|
The
land of Evita, Che, Borges and Maradona, the land of the Pampas and Patagonia,
the land deriving its name from the Latin for silver is in anarchy. Three
presidents in the past month. A default on its $155 billion external debt.
Total collapse of investor confidence. Run on bank deposits. Violent rioting.
All this and more in a country that had European standards of living in
1900 but then went on a steep downward spiral, a country blessed with
a variety of riches and whose appalling performance must rank as one of
history's greatest puzzles.
The only mitigating circumstance is that the latest Argentinian crisis
has not resulted in contagion. The debt default has not destabilised world
markets. What explains this unusual phenomenon? Three factors. First,
the Argentinian crisis was a slow-bleed and the tragic drama was playing
itself out for the past six months at least. In the language of finance,
markets had "discounted" what was happening in Argentina. Second,
markets are getting better informed and countries are being distinguished
according to their special features, unlike in the past when a crisis
spread like a virus. Third, this time the international creditor response
has been tepid. High-profile interventions impart a global dimension and
their absence heighten the localised flavour of the crisis. In the past,
Argentina has been bailed out by the International Monetary Fund (IMF)
with American support-$40 billion in December 2000 and $8 billion in August
2001.
Why
did Argentina collapse? It was after all a country that averaged an economic
growth of 5.7 per cent during 1991-98, a country that privatised aggressively
and attracted about $90 billion of foreign investment in the 1990s largely
from the US and Spain. Paradoxically, Argentina became a victim of its
own success. In the 1980s, it was torn apart by hyperinflation. In 1989,
the annual inflation rate crossed an astronomical 3,000 per cent. It was
then that it adopted an unorthodox system called the currency board. The
peso: dollar parity was fixed at 1:1 with full convertibility. Peso supply
could not expand without a corresponding increase in the supply of dollars.
With this move, Argentina abandoned monetary independence in trying to
assure exchange rate stability and free capital mobility.
The effect was astounding. Hyperinflation was licked by the mid-1990s
itself. Argentina weathered the Mexican crisis of 1994-95 and the East
Asian and Russian shocks of 1997-98 relatively well. But beginning January
1999 with the currency devaluation in Brazil, Argentina's main trading
partner, the adverse effects of the currency board began to be felt. The
peso started appreciating, exports became uncompetitive and current account
deficits mounted. The currency board depended on external borrowing and
as a result the debt burden accumulated rapidly. With fiscal indiscipline,
interest rates zoomed. The net result was a recession and growing unemployment.
Argentina's fiscal abandon during 1995-99 destroyed any possibility of
using fiscal stimulus to revive growth. The absence of growth magnified
the debt and deficit burden. It is the combination that proved lethal.
The obvious response to the growing crisis would have been an abandonment
of the currency board. That did not happen since the Argentines felt that
such a move would threaten a return to high inflation. Devaluation has
also been anathema to foreign investors and local companies and families
holding dollar debts. As things turned out, it was only on January 7 this
year that a devaluation took place but recovery will be a long and painful
process.
Undoubtedly, there are other factors responsible for Argentina's predicament.
Over half of its exports are food and farm commodities, prices of which
have been depressed in the past few years and trade in which continues
to be strangulated by huge subsidies in the US, Japan and Europe. Its
unions wield enormous power and prevent restructuring, making labour markets
inflexible. The IMF may also not have been tough enough when it approved
the August 2001 bailout and should have insisted on a devaluation then.
Then there is Argentine politics-venal, populist, particularly in provinces,
and deeply divisive.
The fundamental lesson from Argentina is that a country cannot make
its currency freely convertible and be fiscally reckless at the same time.
With a fiscal deficit close to 11 per cent of GDP, as compared to around
4 per cent in Argentina, India could be disaster-bound. What has saved
us is that we still retain controls on both inflows and outflows of capital.
Prudence has paid off but is it really such a good thing? In our case,
the closed capital account and public ownership of banks act like aspirin-it
keeps the fever down while the bacteria of fiscal profligacy keep eating
away at our innards. Argentina exploded into an external crisis. India
is imploding into a growth crisis-somewhat like Japan.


_WHAT NEEDS TO BE DONE_
Begin at the line below that holds "Image is 868x469 pixels." and end at the line that holds "Image is 868x406 pixels.", transcribing each line exactly and skipping any picture.

_DATA_
- - -

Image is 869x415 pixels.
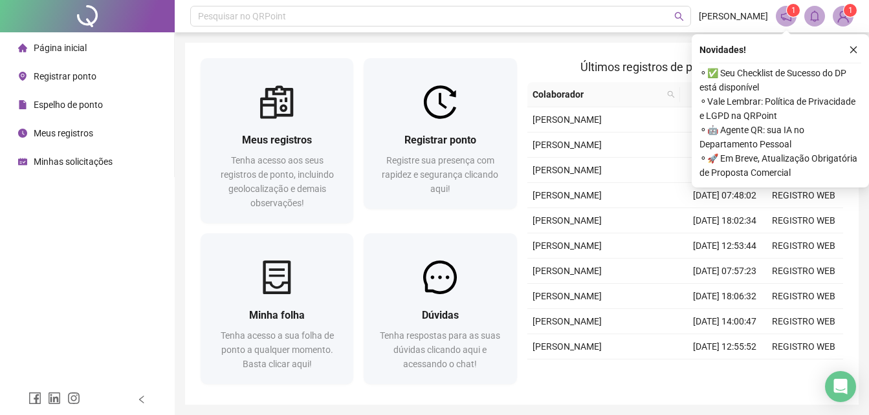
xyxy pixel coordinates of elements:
td: REGISTRO WEB [764,183,843,208]
td: [DATE] 07:57:23 [685,259,764,284]
td: REGISTRO WEB [764,360,843,385]
span: [PERSON_NAME] [532,140,602,150]
span: [PERSON_NAME] [532,165,602,175]
span: schedule [18,157,27,166]
th: Data/Hora [680,82,756,107]
a: Registrar pontoRegistre sua presença com rapidez e segurança clicando aqui! [364,58,516,209]
span: facebook [28,392,41,405]
span: search [674,12,684,21]
span: ⚬ 🤖 Agente QR: sua IA no Departamento Pessoal [699,123,861,151]
td: [DATE] 18:02:34 [685,208,764,234]
span: bell [809,10,820,22]
span: Registrar ponto [34,71,96,82]
span: Minha folha [249,309,305,321]
span: Colaborador [532,87,662,102]
span: file [18,100,27,109]
span: ⚬ 🚀 Em Breve, Atualização Obrigatória de Proposta Comercial [699,151,861,180]
span: close [849,45,858,54]
span: Tenha respostas para as suas dúvidas clicando aqui e acessando o chat! [380,331,500,369]
td: [DATE] 12:53:44 [685,234,764,259]
td: REGISTRO WEB [764,334,843,360]
span: ⚬ Vale Lembrar: Política de Privacidade e LGPD na QRPoint [699,94,861,123]
span: Registrar ponto [404,134,476,146]
a: DúvidasTenha respostas para as suas dúvidas clicando aqui e acessando o chat! [364,234,516,384]
span: home [18,43,27,52]
span: notification [780,10,792,22]
span: 1 [791,6,796,15]
span: Últimos registros de ponto sincronizados [580,60,789,74]
span: environment [18,72,27,81]
span: Dúvidas [422,309,459,321]
span: Página inicial [34,43,87,53]
td: [DATE] 15:56:35 [685,133,764,158]
div: Open Intercom Messenger [825,371,856,402]
td: REGISTRO WEB [764,208,843,234]
span: instagram [67,392,80,405]
span: left [137,395,146,404]
span: 1 [848,6,853,15]
span: [PERSON_NAME] [532,266,602,276]
span: [PERSON_NAME] [532,241,602,251]
span: Meus registros [242,134,312,146]
td: [DATE] 07:48:02 [685,183,764,208]
a: Minha folhaTenha acesso a sua folha de ponto a qualquer momento. Basta clicar aqui! [201,234,353,384]
span: [PERSON_NAME] [532,291,602,301]
td: [DATE] 11:24:48 [685,158,764,183]
span: [PERSON_NAME] [699,9,768,23]
span: clock-circle [18,129,27,138]
span: search [667,91,675,98]
span: Registre sua presença com rapidez e segurança clicando aqui! [382,155,498,194]
td: [DATE] 14:00:47 [685,309,764,334]
a: Meus registrosTenha acesso aos seus registros de ponto, incluindo geolocalização e demais observa... [201,58,353,223]
td: REGISTRO WEB [764,234,843,259]
span: [PERSON_NAME] [532,190,602,201]
span: Minhas solicitações [34,157,113,167]
span: Tenha acesso a sua folha de ponto a qualquer momento. Basta clicar aqui! [221,331,334,369]
td: REGISTRO WEB [764,309,843,334]
td: REGISTRO WEB [764,284,843,309]
span: Data/Hora [685,87,741,102]
sup: Atualize o seu contato no menu Meus Dados [844,4,856,17]
span: Tenha acesso aos seus registros de ponto, incluindo geolocalização e demais observações! [221,155,334,208]
td: [DATE] 18:06:32 [685,284,764,309]
sup: 1 [787,4,800,17]
span: [PERSON_NAME] [532,215,602,226]
span: search [664,85,677,104]
td: [DATE] 19:28:38 [685,107,764,133]
span: Espelho de ponto [34,100,103,110]
td: [DATE] 12:55:52 [685,334,764,360]
span: Meus registros [34,128,93,138]
span: [PERSON_NAME] [532,114,602,125]
span: linkedin [48,392,61,405]
span: Novidades ! [699,43,746,57]
span: ⚬ ✅ Seu Checklist de Sucesso do DP está disponível [699,66,861,94]
td: REGISTRO WEB [764,259,843,284]
span: [PERSON_NAME] [532,316,602,327]
td: [DATE] 08:00:15 [685,360,764,385]
span: [PERSON_NAME] [532,342,602,352]
img: 89417 [833,6,853,26]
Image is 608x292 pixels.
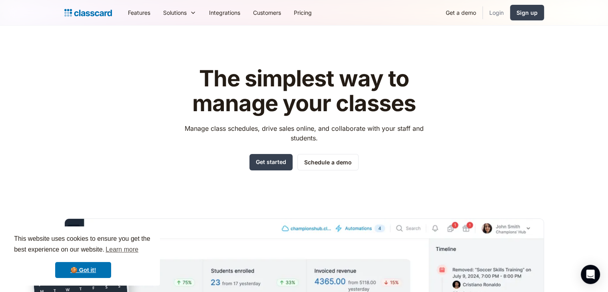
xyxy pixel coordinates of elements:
[510,5,544,20] a: Sign up
[6,226,160,285] div: cookieconsent
[439,4,482,22] a: Get a demo
[249,154,292,170] a: Get started
[287,4,318,22] a: Pricing
[157,4,203,22] div: Solutions
[203,4,246,22] a: Integrations
[516,8,537,17] div: Sign up
[246,4,287,22] a: Customers
[64,7,112,18] a: home
[163,8,187,17] div: Solutions
[297,154,358,170] a: Schedule a demo
[121,4,157,22] a: Features
[14,234,152,255] span: This website uses cookies to ensure you get the best experience on our website.
[580,264,600,284] div: Open Intercom Messenger
[177,123,431,143] p: Manage class schedules, drive sales online, and collaborate with your staff and students.
[483,4,510,22] a: Login
[177,66,431,115] h1: The simplest way to manage your classes
[55,262,111,278] a: dismiss cookie message
[104,243,139,255] a: learn more about cookies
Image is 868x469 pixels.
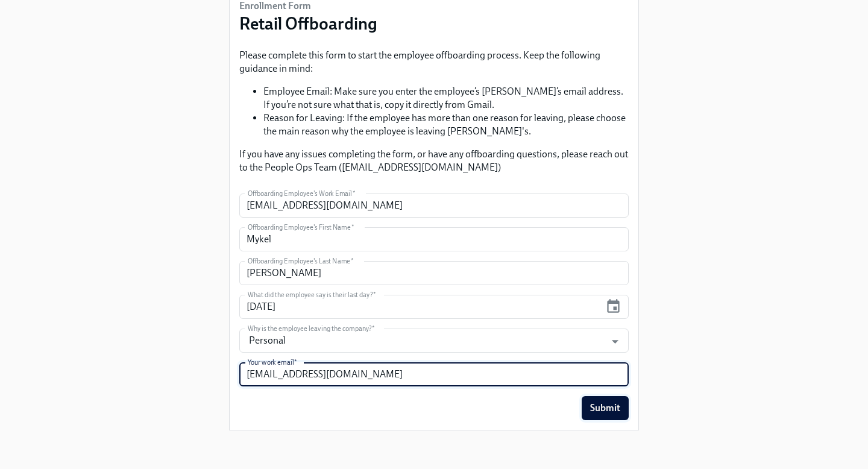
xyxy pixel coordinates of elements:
h3: Retail Offboarding [239,13,378,34]
button: Submit [582,396,629,420]
p: If you have any issues completing the form, or have any offboarding questions, please reach out t... [239,147,629,174]
button: Open [606,332,625,351]
li: Employee Email: Make sure you enter the employee’s [PERSON_NAME]’s email address. If you’re not s... [264,85,629,112]
input: MM/DD/YYYY [239,295,600,319]
p: Please complete this form to start the employee offboarding process. Keep the following guidance ... [239,49,629,75]
span: Submit [591,402,620,414]
li: Reason for Leaving: If the employee has more than one reason for leaving, please choose the main ... [264,112,629,138]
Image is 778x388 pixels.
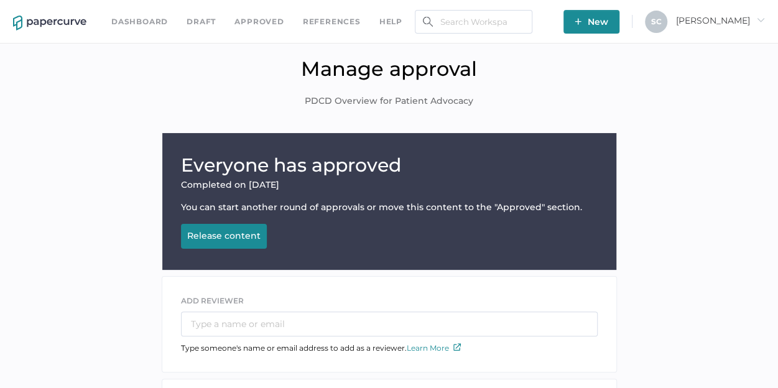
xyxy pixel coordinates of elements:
div: help [379,15,402,29]
img: plus-white.e19ec114.svg [575,18,581,25]
span: ADD REVIEWER [181,296,244,305]
h1: Everyone has approved [181,152,598,179]
div: Release content [187,230,261,241]
button: New [563,10,619,34]
div: Completed on [DATE] [181,179,598,190]
i: arrow_right [756,16,765,24]
input: Search Workspace [415,10,532,34]
a: Draft [187,15,216,29]
a: Dashboard [111,15,168,29]
span: S C [651,17,662,26]
span: [PERSON_NAME] [676,15,765,26]
img: external-link-icon.7ec190a1.svg [453,343,461,351]
a: Approved [234,15,284,29]
span: New [575,10,608,34]
a: Learn More [407,343,461,353]
span: PDCD Overview for Patient Advocacy [305,95,473,108]
img: search.bf03fe8b.svg [423,17,433,27]
input: Type a name or email [181,312,598,336]
div: You can start another round of approvals or move this content to the "Approved" section. [181,201,598,213]
h1: Manage approval [9,57,769,81]
span: Type someone's name or email address to add as a reviewer. [181,343,461,353]
button: Release content [181,224,267,249]
a: References [303,15,361,29]
img: papercurve-logo-colour.7244d18c.svg [13,16,86,30]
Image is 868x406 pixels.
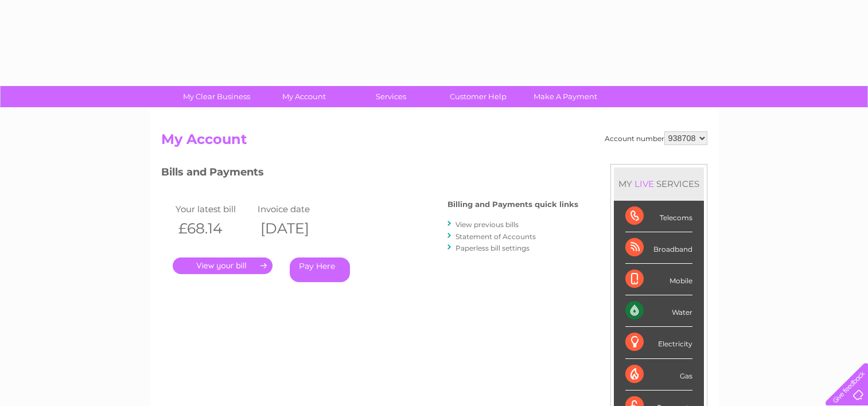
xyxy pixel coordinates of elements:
[605,131,707,145] div: Account number
[173,201,255,217] td: Your latest bill
[632,179,656,189] div: LIVE
[169,86,264,107] a: My Clear Business
[255,201,337,217] td: Invoice date
[456,232,536,241] a: Statement of Accounts
[447,200,578,209] h4: Billing and Payments quick links
[625,327,692,358] div: Electricity
[456,220,519,229] a: View previous bills
[161,131,707,153] h2: My Account
[173,258,272,274] a: .
[257,86,351,107] a: My Account
[625,232,692,264] div: Broadband
[431,86,525,107] a: Customer Help
[456,244,529,252] a: Paperless bill settings
[290,258,350,282] a: Pay Here
[625,295,692,327] div: Water
[173,217,255,240] th: £68.14
[161,164,578,184] h3: Bills and Payments
[255,217,337,240] th: [DATE]
[625,359,692,391] div: Gas
[518,86,613,107] a: Make A Payment
[614,168,704,200] div: MY SERVICES
[625,201,692,232] div: Telecoms
[625,264,692,295] div: Mobile
[344,86,439,107] a: Services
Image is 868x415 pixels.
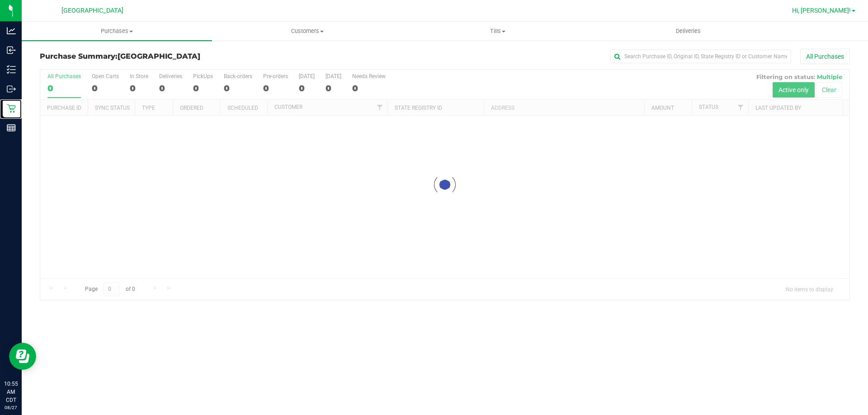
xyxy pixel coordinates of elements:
[7,85,16,93] inline-svg: Outbound
[7,104,16,113] inline-svg: Retail
[7,65,16,74] inline-svg: Inventory
[22,22,212,41] a: Purchases
[7,26,16,35] inline-svg: Analytics
[593,22,783,41] a: Deliveries
[62,7,123,15] span: [GEOGRAPHIC_DATA]
[792,7,850,14] span: Hi, [PERSON_NAME]!
[402,22,592,41] a: Tills
[610,50,791,63] input: Search Purchase ID, Original ID, State Registry ID or Customer Name...
[40,53,310,60] h3: Purchase Summary:
[4,380,18,404] p: 10:55 AM CDT
[118,52,201,60] span: [GEOGRAPHIC_DATA]
[212,27,402,35] span: Customers
[212,22,402,41] a: Customers
[402,27,592,35] span: Tills
[7,123,16,132] inline-svg: Reports
[4,404,18,411] p: 08/27
[800,49,850,64] button: All Purchases
[9,343,36,370] iframe: Resource center
[663,27,713,35] span: Deliveries
[7,46,16,55] inline-svg: Inbound
[22,27,212,35] span: Purchases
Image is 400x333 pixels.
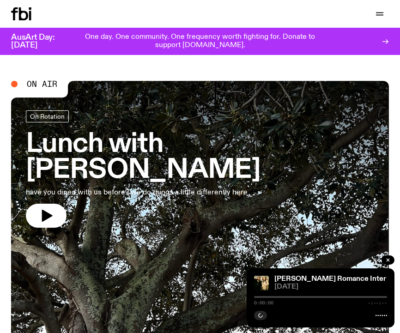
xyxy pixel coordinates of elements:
[27,80,57,88] span: On Air
[30,113,65,120] span: On Rotation
[274,283,387,290] span: [DATE]
[78,33,322,49] p: One day. One community. One frequency worth fighting for. Donate to support [DOMAIN_NAME].
[367,300,387,305] span: -:--:--
[26,110,374,228] a: Lunch with [PERSON_NAME]have you dined with us before? we do things a little differently here
[26,187,262,198] p: have you dined with us before? we do things a little differently here
[26,110,69,122] a: On Rotation
[26,132,374,183] h3: Lunch with [PERSON_NAME]
[254,300,273,305] span: 0:00:00
[11,34,70,49] h3: AusArt Day: [DATE]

- - -

_WORKED SOLUTION_
Image is 868x469 pixels.
xyxy pixel coordinates of elements:
h3: Retail Offboarding [239,13,378,34]
button: Submit [582,396,629,420]
p: If you have any issues completing the form, or have any offboarding questions, please reach out t... [239,147,629,174]
button: Open [606,332,625,351]
li: Employee Email: Make sure you enter the employee’s [PERSON_NAME]’s email address. If you’re not s... [264,85,629,112]
input: MM/DD/YYYY [239,295,600,319]
p: Please complete this form to start the employee offboarding process. Keep the following guidance ... [239,49,629,75]
span: Submit [591,402,620,414]
li: Reason for Leaving: If the employee has more than one reason for leaving, please choose the main ... [264,112,629,138]
Image is 778x388 pixels.
xyxy pixel coordinates of elements:
div: help [379,15,402,29]
img: plus-white.e19ec114.svg [575,18,581,25]
span: ADD REVIEWER [181,296,244,305]
h1: Everyone has approved [181,152,598,179]
div: Release content [187,230,261,241]
button: New [563,10,619,34]
div: Completed on [DATE] [181,179,598,190]
i: arrow_right [756,16,765,24]
input: Search Workspace [415,10,532,34]
a: Draft [187,15,216,29]
a: Dashboard [111,15,168,29]
span: S C [651,17,662,26]
span: [PERSON_NAME] [676,15,765,26]
img: external-link-icon.7ec190a1.svg [453,343,461,351]
a: Approved [234,15,284,29]
span: New [575,10,608,34]
a: Learn More [407,343,461,353]
span: PDCD Overview for Patient Advocacy [305,95,473,108]
img: search.bf03fe8b.svg [423,17,433,27]
input: Type a name or email [181,312,598,336]
div: You can start another round of approvals or move this content to the "Approved" section. [181,201,598,213]
h1: Manage approval [9,57,769,81]
span: Type someone's name or email address to add as a reviewer. [181,343,461,353]
button: Release content [181,224,267,249]
a: References [303,15,361,29]
img: papercurve-logo-colour.7244d18c.svg [13,16,86,30]
Image is 868x406 pixels.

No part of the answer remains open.